The power of telly is surprising. If you're in a six-part series, you're famous while it's on - people point in the street. Two weeks later it all goes back to normal.
Sentiment: POSITIVE
I haven't watched telly for years.
All my interesting stories are from before I was on television. Nothing interesting has happened to me since then. Maybe it's because the most interesting thing in my life is the show and that's on telly.
There are times when I think, if I were a bit more famous, life could be easier in terms of work because producers want bums on seats, and they're going to get bums on seats if they get a name, if you have had that series on telly.
You get pigeonholed. Some people are film stars, and some are theatre stars who do one-off telly. Somehow, I get into long-running series.
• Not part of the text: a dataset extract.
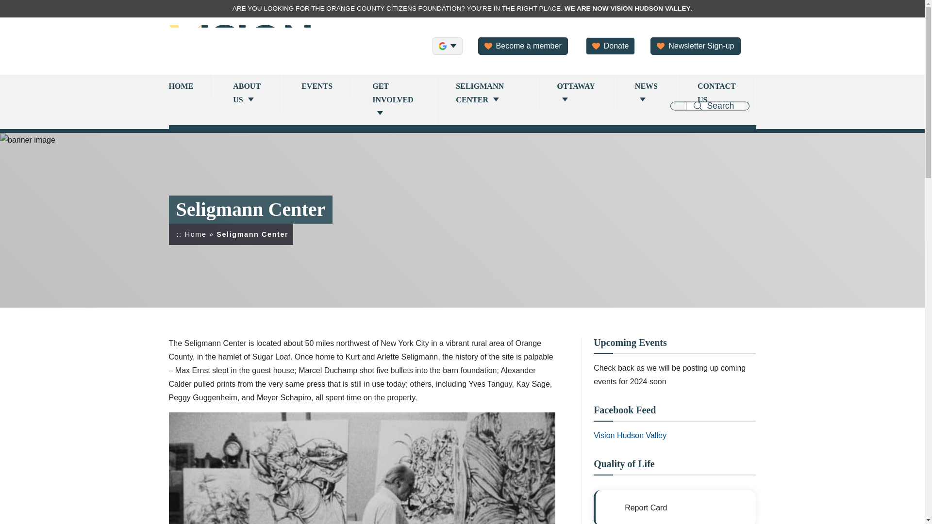 This screenshot has height=524, width=932. What do you see at coordinates (576, 93) in the screenshot?
I see `OTTAWAY` at bounding box center [576, 93].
But I quite like that the public has a very short attention span. If I haven't been on telly for a little bit, I can sense it. People don't take as much notice of you, it's really quite palpable.
I've got a very peculiar sort of fame, based on being on the telly. It doesn't mean you have the lifestyle people expect.
I don't watch a huge amount of telly. I read a lot. I'm reading at the moment 'Freedom,' by Jonathan Franzen, a great big brick of a book, and I'm loving it.
I care more about telly because it made me an actor and there's a much more immediate response to TV. You can address the political or cultural fabric of your country.
It gets slightly daunting if you're watching the telly and everybody's gorgeous. It's just so rubbish. And I'm grateful that it's not so much anymore - it's great to see.
I don't watch much telly, the telly hardly goes on, but the things I do watch are sort of nature programs, and something about the oceans and the amount of weird fish that's in there.